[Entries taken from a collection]
-------

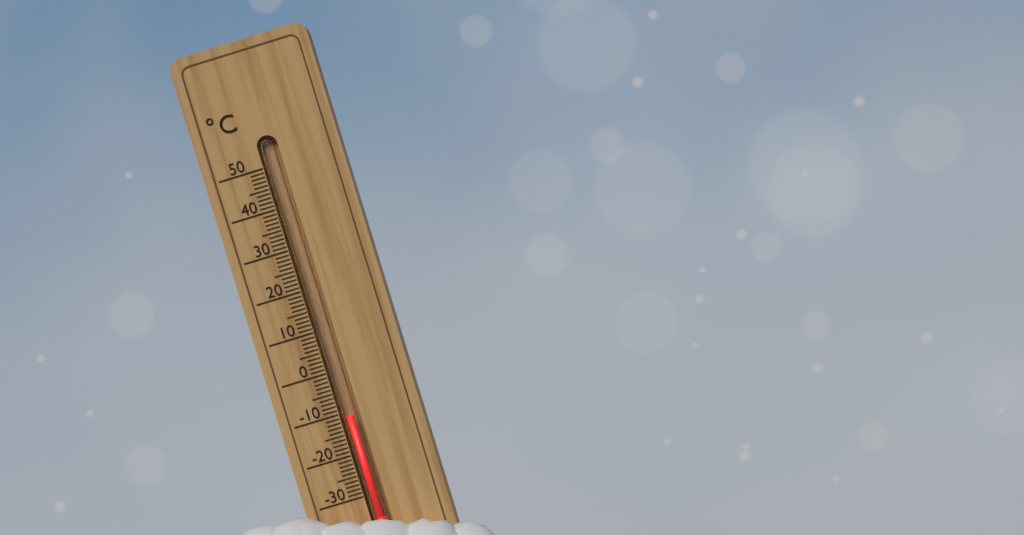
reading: -11 °C
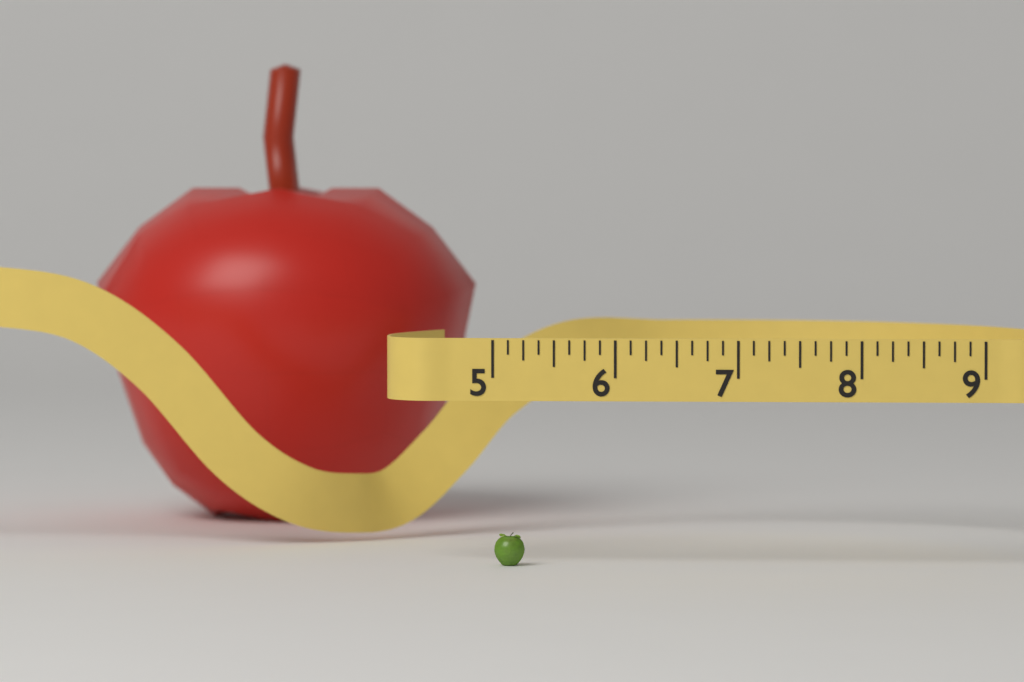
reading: 5.250 (no unit)
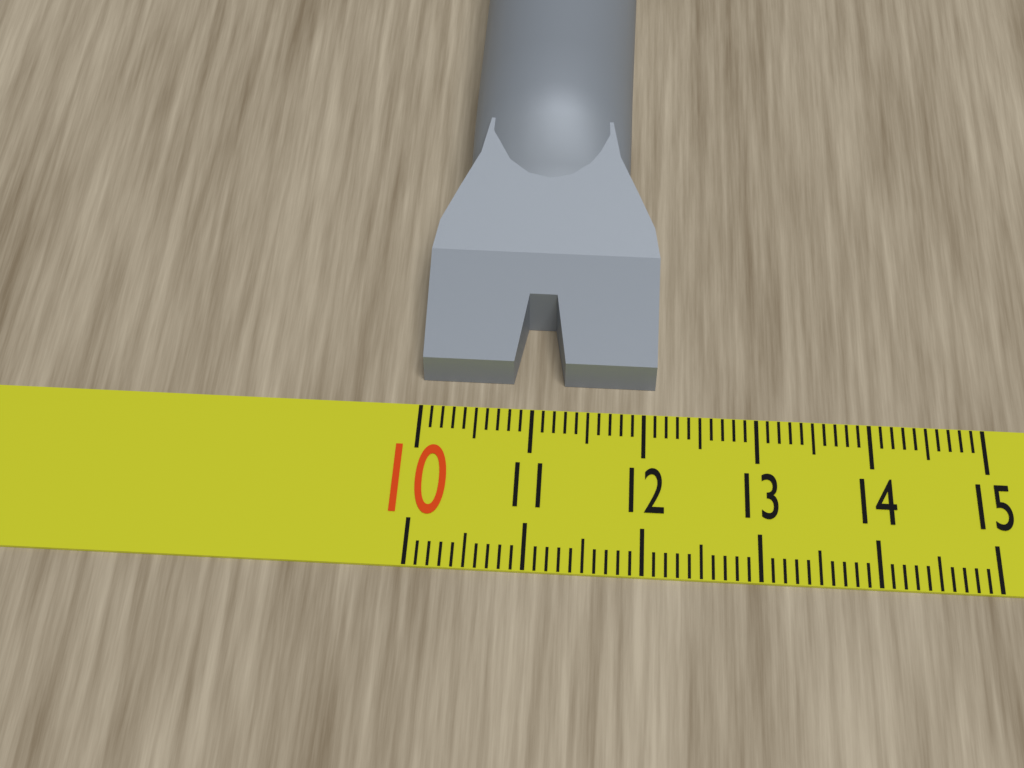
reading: 12.1 (no unit)
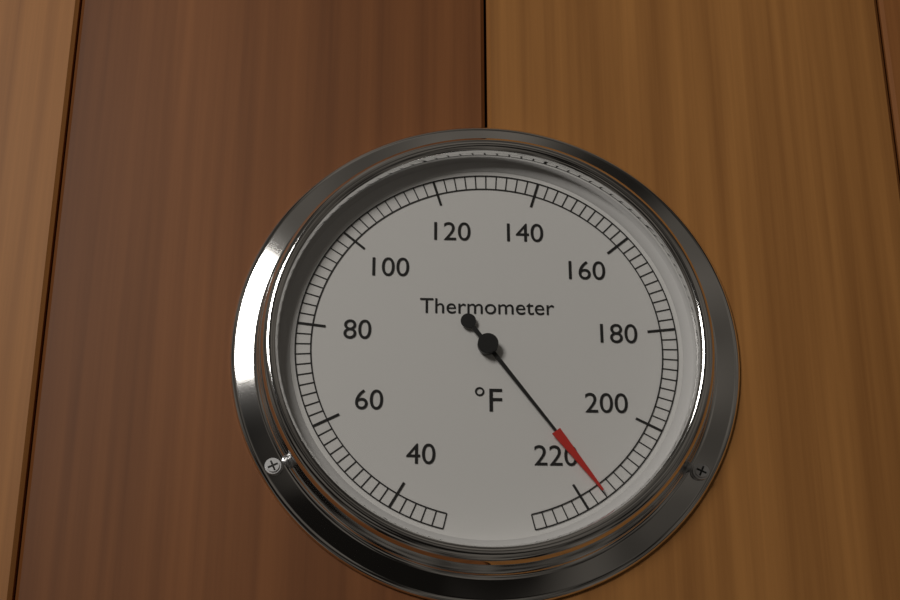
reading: 216 °F
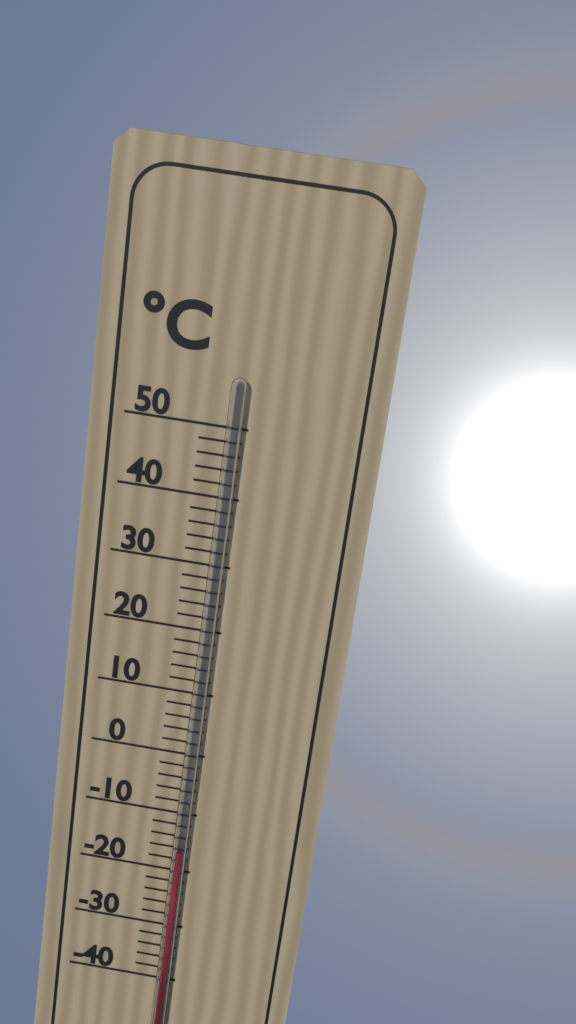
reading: -16 °C
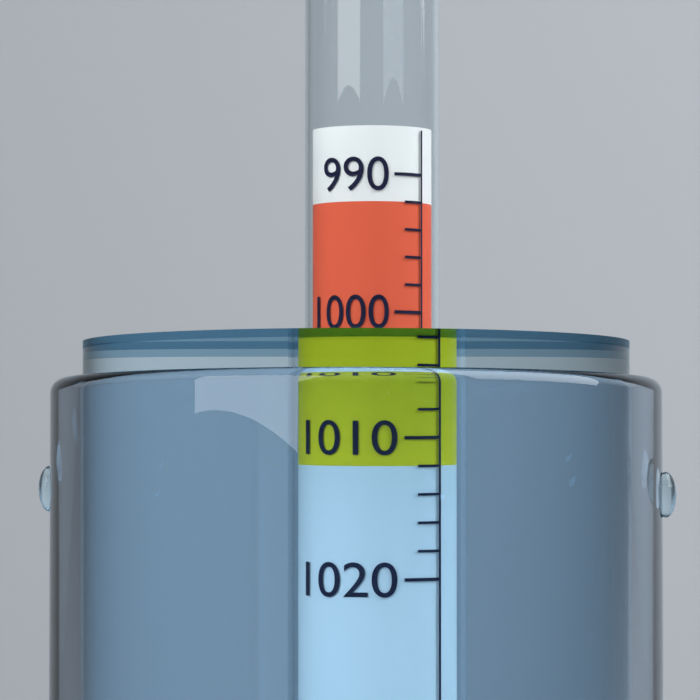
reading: 1002 (no unit)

-------

When you print the records above, keep them exact and leave out the pictures.

reading: -11 °C
reading: 5.250 (no unit)
reading: 12.1 (no unit)
reading: 216 °F
reading: -16 °C
reading: 1002 (no unit)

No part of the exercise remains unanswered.